Last week’s debate over Bay Street banners brought into focus two of society’s uglier recent trends — out of control political correctness and our eagerness to run to the courts over every perceived slight.

The controversy came to light when a Port Orchard resident called the city and demanded it remove a banner strung over Bay Street advertising the Christian Life Center’s Easter celebration. The caller believed it was inappropriate for what he or she considered a religious message to be displayed on the publicly owned downtown marquee. The city responded by calling Fire District 7, which is responsible for putting up and taking down Bay Street banners, and ordering the banner removed.

Fire District 7 Chief Mike Brown declined, saying, “We’ve hung this sign for three years in a row and there’s been no problem.”

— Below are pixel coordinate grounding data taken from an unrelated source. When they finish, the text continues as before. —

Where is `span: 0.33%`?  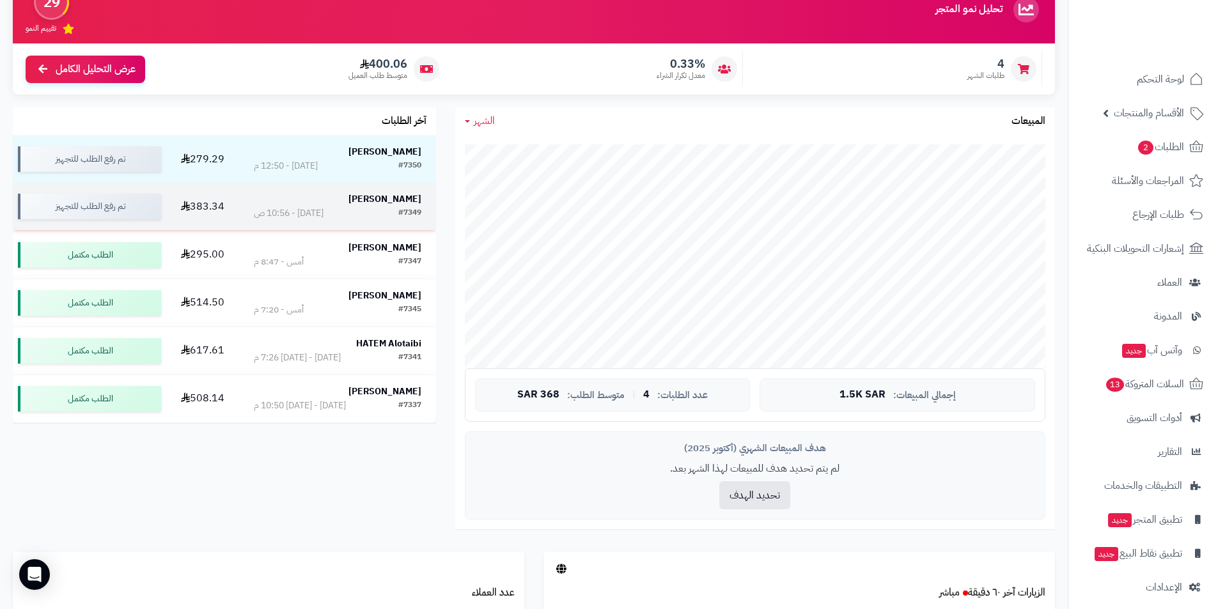 span: 0.33% is located at coordinates (681, 64).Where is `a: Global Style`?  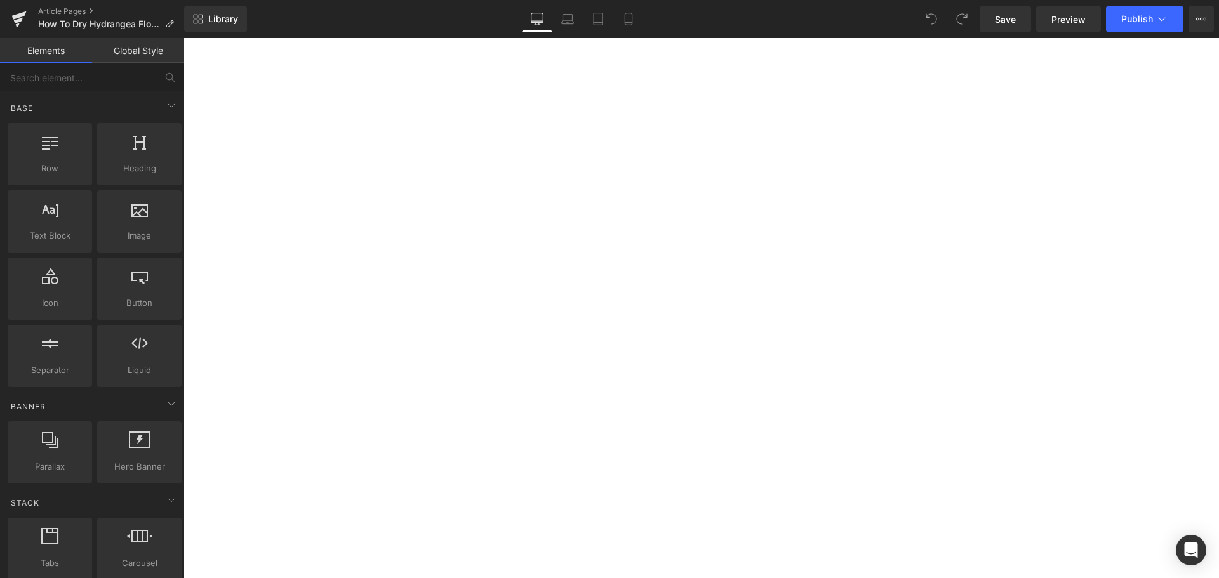 a: Global Style is located at coordinates (138, 51).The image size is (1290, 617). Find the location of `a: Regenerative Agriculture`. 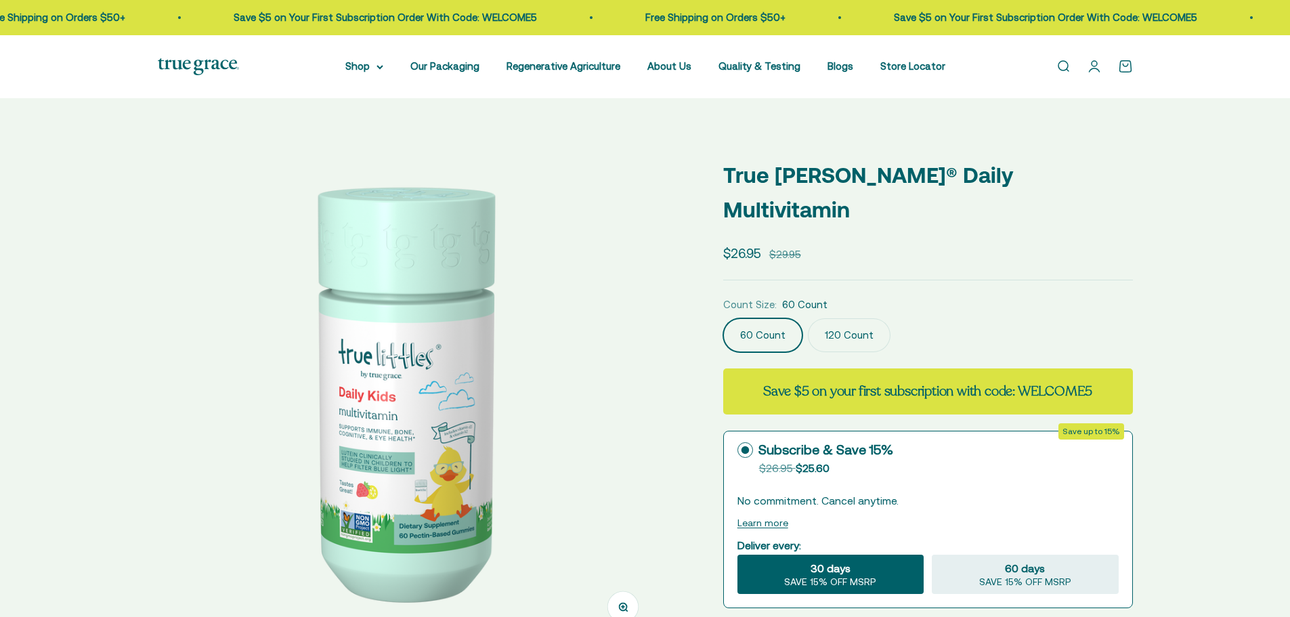

a: Regenerative Agriculture is located at coordinates (563, 66).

“It’s a sad state of affairs when someone complains about something (not) being politically correct and we have to change the way the city operates,” said City Councilmember Ron Rider.

Amen to that.

No doubt the complaining party will cite the establishment clause of the Constitution to justify his or her objections. It’s a familiar yet bogus argument, of course, since the wording of the law states that, “Congress shall make no law respecting an establishment of religion...”

In this case, it’s the Port Orchard City Council, not Congress, that’s making the law. You’d also need a pretty vivid imagination to construe hanging a banner for the church to mean we’d established the Christian Life Center as the official church of Port Orchard.

But stranger things have happened — which explains why muncipalities throughout the country have been forced to turn their annual Christmas festivities into “Holiday Celebrations” and the like. All it takes is one ACLU-funded lawsuit in front of one activist judge who’s more concerned with writing laws than enforcing those already on the books, and pretty soon a city finds itself saddled with hundreds of thousands of dollars in legal fees.

So, much as we hate to see anyone give in to this kind of ideological extortion, it’s hard to fault the city council for at least considering a modification of its standards regarding the hanging of banners.

Presently, the city’s regulations limit banners to advertisements for community events organized or hosted by nonprofit groups. By that guideline, the Christian Life Center certainly qualifies.

Moreover, since the church paid a $50 fee for the privilege of displaying its banner, the city could no more be said to endorse the content of the sign than, for example, a television station endorses the claims of every infomercial it broadcasts. It is a business transaction, not a statement of public policy.

Fire District 7 Commissioner Darla Hartly argued the law needs to be made more specific, noting that the general provision permitting the city to display a banner for any nonprofit could just as easily be applied to a church as to the Ku Klux Klan.

The district’s attorney agrees. For the city to accept payment for services from one and not the other could be considered discriminatory, he said, in the absence of clear guidelines to the contrary.

It’s a measure of how far we’ve come in the wrong direction that a church and a hate group can in any way, shape or form be lumped together. But just because anyone with a room temperature IQ should be able to distinguish between the two is no guarantee a judge will.

Ultimately, we hope the city is able to craft an ordinance that allows a church to advertise its offerings as readily as any other voluntary public service organization, for example the Rotary or Kiwanis clubs.

It’s just a shame we’ve reached the point where one disgruntled resident with a lawyer can turn a whole community — and common sense — on its ear.